Survivors of the attack narrated nasty accounts of their ordeal in the hands of the LRA.

They said the vast majority of those killed were adult men who were tied and hacked to death with machetes, or had their skulls crushed with axes and wooden sticks.

The dead also included at least 13 women and 23 children, the youngest a 3-year-old girl who was burned to death. When moving to the next village, the rebels killed more people among those they had abducted.

Anyone who was unable to keep up with the pace of the forced march was ‘left behind’ - a euphemism for being tied up and battered to death with wooden stakes or killed with machetes and axes. Those who refused or tried to escape were also brutally killed.

Many of the children captured by the LRA were forced to kill other children who had disobeyed the LRA’s rules.

In numerous cases documented by Human Rights Watch, children were ordered to surround the victim in a circle and take turns beating the child on the head with a large wooden stick until the child died.

Family members and local authorities later found bodies all along the LRA’s 105-kilometer journey through the Makombo area and the small town of Tapili.

Witnesses interviewed by Human Rights Watch said that for weeks after the attack, the area was filled with the stench of death.

Lt. Jeanvier Bahati, a Congolese army commander in the Tapili area, was one of the first to arrive at the massacre site and helped to bury the dead.

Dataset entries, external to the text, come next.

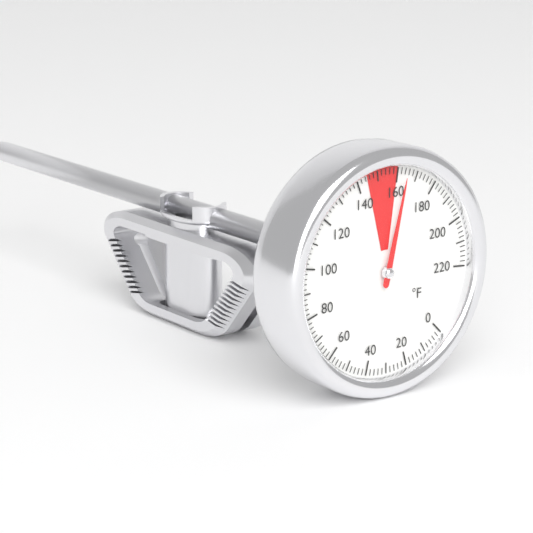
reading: 164 °F
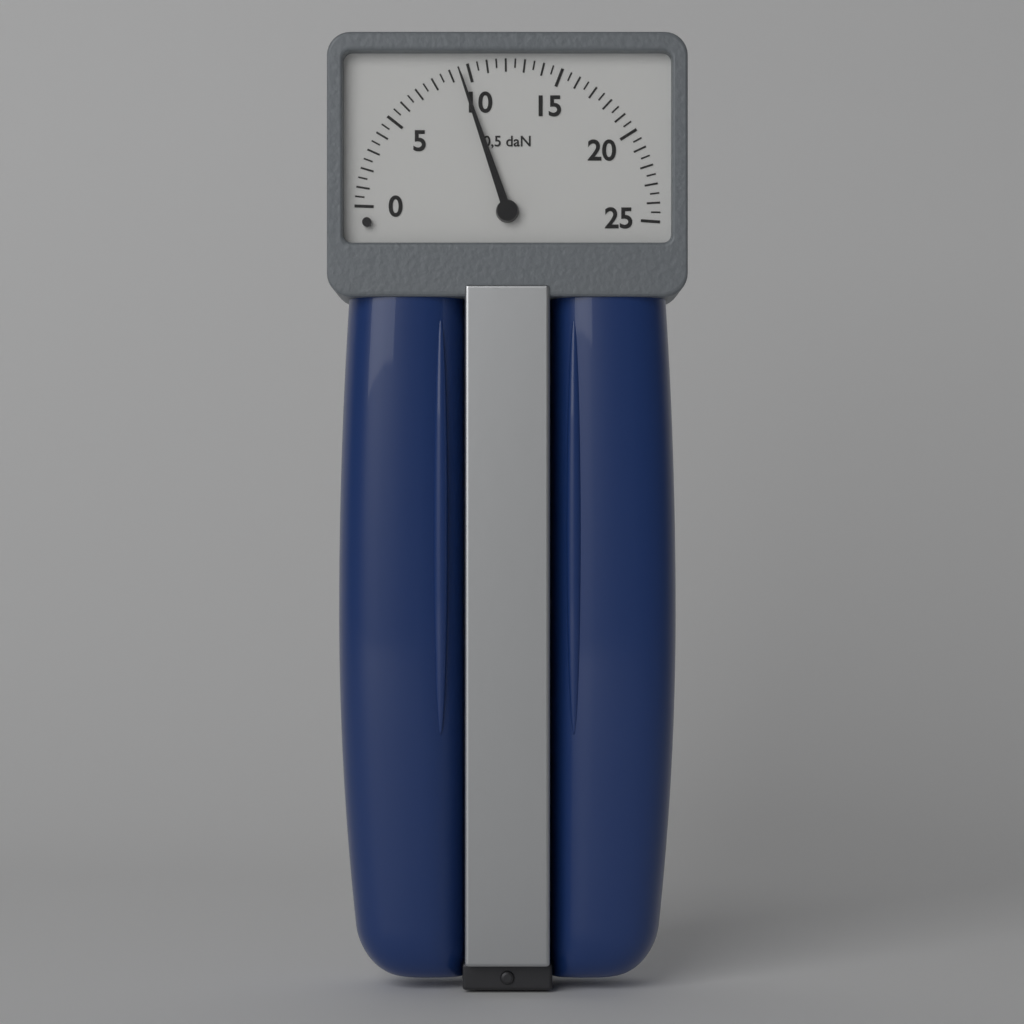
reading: 9.5 daN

“I saw with my own eyes 268 dead bodies, because we buried them - there was no-one else to do it,” he told BBC. The UN peacekeeping mission in Congo had heard rumours that an attack was to be launched around Christmas, and reinforced their troops in the area.

But they were deployed to towns like Dungu and Niangara rather than the remote villages where the killings finally took place.

The UN have some 1,000 peacekeepers in the LRA-affected areas of northeastern Congo, far too few to protect the population adequately given the area’s size.

Instead of sending more troops, the peacekeeping force is considering removing some troops from the northeast by June in the first phase of its total withdrawal next year, as requested by Kinshasa.